Matt Taibbi's (previously) latest Rolling Stone column traces the long history of rich Democrat donors and the officials whom they fund attacking progressive candidates, showing how the same playbook used to attack Dennis Kucinich in 2003 is now being rolled out to attack Bernie Sanders and Elizabeth Warren (I am a donor to both the Sanders and Warren campaigns).
The wealthy and their captured lawmakers smear anyone who offers a progressive alternative as a "spoiler" who will "undermine" the party's chances to beat Republicans; this becomes a critique of the politicians, who are characterized as "narcissists" whose presidential bids are a matter of ego, not policy. This also conveniently switches the discussion away from the policies themselves, refocusing it on personalities, which are then smeared again.
As Adam Johnson writes in FAIR, the press amplifies this tactic by calling the 1% and their enablers "mainstream Democrats" — despite the fact that polls show 78% of Democrats holding a favorable view of Sanders, who also leads every poll on 2020 nominees, and whose polls also show that Sanders can beat Trump.
The insistence that a handful of millionaires and some Congressional lifers who've enriched them are the "mainstream" of the party only makes sense if you take the voters for granted, assuming that they'll vote for whomever the Democrats put on the ballot.
But voters care about substance, which is why I'm so bullish on Elizabeth Warren: as Doug Henwood writes in Jacobin, Warren has the policy details that we've been waiting for. Specific, excellent proposals, on gouging pharma companies, a Piketty-style wealth-tax, breaking up Big Tech monopolists, Right to Repair, and holding execs criminally liable for scams and breaches. Warren's not perfect, but she's a damned sight better than any of the corporatist tools embraced by the party establishment.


ABOUT THIS EXERCISE:
Everything in the data below except the pictures must be repeated word for word.
=== DATA FOR ANALYSIS ===
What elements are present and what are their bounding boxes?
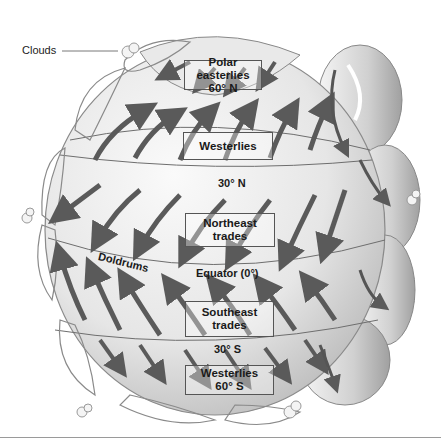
- clouds-callout: Clouds: [22, 44, 56, 56]
- latitude-30s: 30° S: [214, 343, 241, 355]
- bottom-divider: [0, 437, 441, 438]
- global-wind-diagram: Clouds Polar easterlies 60° N Westerlies…: [0, 0, 441, 444]
- equator-label: Equator (0°): [196, 267, 258, 279]
- label-polar-easterlies-north: Polar easterlies 60° N: [184, 60, 262, 90]
- label-westerlies-south: Westerlies 60° S: [185, 365, 274, 395]
- label-westerlies-north: Westerlies: [183, 132, 273, 160]
- label-northeast-trades: Northeast trades: [185, 213, 275, 247]
- latitude-30n: 30° N: [218, 177, 246, 189]
- label-southeast-trades: Southeast trades: [185, 301, 274, 337]
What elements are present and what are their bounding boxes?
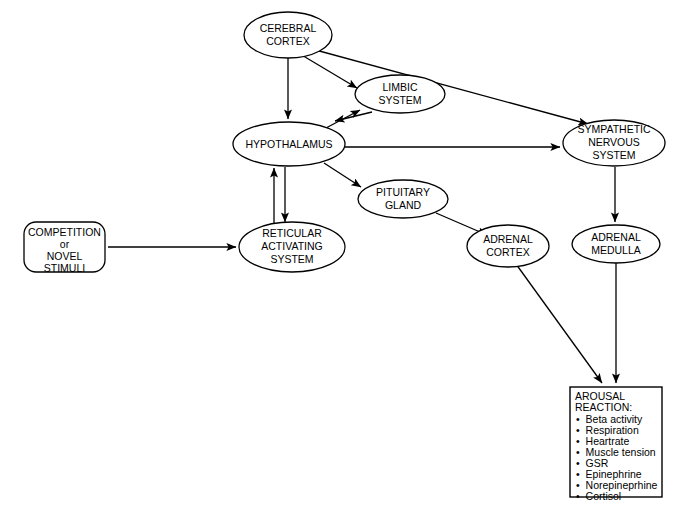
- arousal-reaction-box[interactable]: AROUSAL REACTION: • Beta activity • Resp…: [570, 387, 662, 502]
- pituitary-gland-label-line-2: GLAND: [385, 199, 422, 211]
- limbic-system-label-line-2: SYSTEM: [378, 94, 421, 106]
- node-limbic-system[interactable]: LIMBIC SYSTEM: [355, 75, 445, 113]
- edge-hypothalamus-to-pituitary-gland: [324, 163, 361, 187]
- arousal-bullet-7: •: [576, 490, 580, 502]
- node-adrenal-cortex[interactable]: ADRENAL CORTEX: [467, 225, 549, 267]
- cerebral-cortex-label-line-1: CEREBRAL: [260, 22, 317, 34]
- competition-label-line-1: COMPETITION: [28, 226, 101, 238]
- figure-caption-remnant: [150, 508, 550, 522]
- node-sympathetic-nervous-system[interactable]: SYMPATHETIC NERVOUS SYSTEM: [563, 120, 665, 166]
- edge-hypothalamus-to-limbic-system: [326, 110, 360, 128]
- adrenal-cortex-label-line-2: CORTEX: [486, 246, 530, 258]
- arousal-pathway-diagram: CEREBRAL CORTEX LIMBIC SYSTEM HYPOTHALAM…: [0, 0, 677, 524]
- competition-label-line-3: NOVEL: [47, 250, 83, 262]
- node-pituitary-gland[interactable]: PITUITARY GLAND: [358, 180, 448, 218]
- arousal-title-line-2: REACTION:: [575, 401, 632, 413]
- sympathetic-nervous-system-label-line-1: SYMPATHETIC: [577, 123, 651, 135]
- node-adrenal-medulla[interactable]: ADRENAL MEDULLA: [572, 225, 660, 263]
- node-reticular-activating-system[interactable]: RETICULAR ACTIVATING SYSTEM: [239, 222, 345, 272]
- competition-label-line-4: STIMULI: [44, 262, 85, 274]
- hypothalamus-label: HYPOTHALAMUS: [246, 138, 333, 150]
- adrenal-medulla-label-line-1: ADRENAL: [591, 231, 641, 243]
- cerebral-cortex-label-line-2: CORTEX: [266, 35, 310, 47]
- node-hypothalamus[interactable]: HYPOTHALAMUS: [233, 122, 345, 166]
- adrenal-cortex-label-line-1: ADRENAL: [483, 233, 533, 245]
- adrenal-medulla-label-line-2: MEDULLA: [591, 244, 641, 256]
- node-cerebral-cortex[interactable]: CEREBRAL CORTEX: [244, 12, 332, 58]
- edge-adrenal-cortex-to-arousal-reaction: [516, 264, 602, 383]
- reticular-activating-system-label-line-3: SYSTEM: [270, 253, 313, 265]
- sympathetic-nervous-system-label-line-3: SYSTEM: [592, 149, 635, 161]
- sympathetic-nervous-system-label-line-2: NERVOUS: [588, 136, 640, 148]
- reticular-activating-system-label-line-2: ACTIVATING: [261, 240, 322, 252]
- limbic-system-label-line-1: LIMBIC: [382, 81, 417, 93]
- diagram-canvas: CEREBRAL CORTEX LIMBIC SYSTEM HYPOTHALAM…: [0, 0, 677, 524]
- reticular-activating-system-label-line-1: RETICULAR: [262, 227, 322, 239]
- node-competition-or-novel-stimuli[interactable]: COMPETITION or NOVEL STIMULI: [24, 222, 105, 274]
- competition-label-line-2: or: [60, 238, 70, 250]
- pituitary-gland-label-line-1: PITUITARY: [376, 186, 430, 198]
- arousal-item-label-7: Cortisol: [586, 490, 622, 502]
===
RESPONSE BELOW:
What elements are present and what are their bounding boxes?
- clouds-callout: Clouds: [22, 44, 56, 56]
- latitude-30s: 30° S: [214, 343, 241, 355]
- bottom-divider: [0, 437, 441, 438]
- global-wind-diagram: Clouds Polar easterlies 60° N Westerlies…: [0, 0, 441, 444]
- equator-label: Equator (0°): [196, 267, 258, 279]
- label-polar-easterlies-north: Polar easterlies 60° N: [184, 60, 262, 90]
- label-westerlies-south: Westerlies 60° S: [185, 365, 274, 395]
- label-westerlies-north: Westerlies: [183, 132, 273, 160]
- label-northeast-trades: Northeast trades: [185, 213, 275, 247]
- latitude-30n: 30° N: [218, 177, 246, 189]
- label-southeast-trades: Southeast trades: [185, 301, 274, 337]
What elements are present and what are their bounding boxes?
- arousal-reaction-box[interactable]: AROUSAL REACTION: • Beta activity • Resp…: [570, 387, 662, 502]
- pituitary-gland-label-line-2: GLAND: [385, 199, 422, 211]
- limbic-system-label-line-2: SYSTEM: [378, 94, 421, 106]
- node-limbic-system[interactable]: LIMBIC SYSTEM: [355, 75, 445, 113]
- edge-hypothalamus-to-pituitary-gland: [324, 163, 361, 187]
- arousal-bullet-7: •: [576, 490, 580, 502]
- node-adrenal-cortex[interactable]: ADRENAL CORTEX: [467, 225, 549, 267]
- cerebral-cortex-label-line-1: CEREBRAL: [260, 22, 317, 34]
- competition-label-line-1: COMPETITION: [28, 226, 101, 238]
- figure-caption-remnant: [150, 508, 550, 522]
- node-sympathetic-nervous-system[interactable]: SYMPATHETIC NERVOUS SYSTEM: [563, 120, 665, 166]
- edge-hypothalamus-to-limbic-system: [326, 110, 360, 128]
- adrenal-cortex-label-line-2: CORTEX: [486, 246, 530, 258]
- arousal-pathway-diagram: CEREBRAL CORTEX LIMBIC SYSTEM HYPOTHALAM…: [0, 0, 677, 524]
- competition-label-line-3: NOVEL: [47, 250, 83, 262]
- node-pituitary-gland[interactable]: PITUITARY GLAND: [358, 180, 448, 218]
- arousal-title-line-2: REACTION:: [575, 401, 632, 413]
- sympathetic-nervous-system-label-line-1: SYMPATHETIC: [577, 123, 651, 135]
- node-adrenal-medulla[interactable]: ADRENAL MEDULLA: [572, 225, 660, 263]
- node-reticular-activating-system[interactable]: RETICULAR ACTIVATING SYSTEM: [239, 222, 345, 272]
- competition-label-line-4: STIMULI: [44, 262, 85, 274]
- hypothalamus-label: HYPOTHALAMUS: [246, 138, 333, 150]
- adrenal-medulla-label-line-1: ADRENAL: [591, 231, 641, 243]
- cerebral-cortex-label-line-2: CORTEX: [266, 35, 310, 47]
- node-hypothalamus[interactable]: HYPOTHALAMUS: [233, 122, 345, 166]
- adrenal-cortex-label-line-1: ADRENAL: [483, 233, 533, 245]
- adrenal-medulla-label-line-2: MEDULLA: [591, 244, 641, 256]
- node-cerebral-cortex[interactable]: CEREBRAL CORTEX: [244, 12, 332, 58]
- edge-adrenal-cortex-to-arousal-reaction: [516, 264, 602, 383]
- reticular-activating-system-label-line-3: SYSTEM: [270, 253, 313, 265]
- sympathetic-nervous-system-label-line-3: SYSTEM: [592, 149, 635, 161]
- sympathetic-nervous-system-label-line-2: NERVOUS: [588, 136, 640, 148]
- reticular-activating-system-label-line-2: ACTIVATING: [261, 240, 322, 252]
- limbic-system-label-line-1: LIMBIC: [382, 81, 417, 93]
- diagram-canvas: CEREBRAL CORTEX LIMBIC SYSTEM HYPOTHALAM…: [0, 0, 677, 524]
- reticular-activating-system-label-line-1: RETICULAR: [262, 227, 322, 239]
- node-competition-or-novel-stimuli[interactable]: COMPETITION or NOVEL STIMULI: [24, 222, 105, 274]
- competition-label-line-2: or: [60, 238, 70, 250]
- pituitary-gland-label-line-1: PITUITARY: [376, 186, 430, 198]
- arousal-item-label-7: Cortisol: [586, 490, 622, 502]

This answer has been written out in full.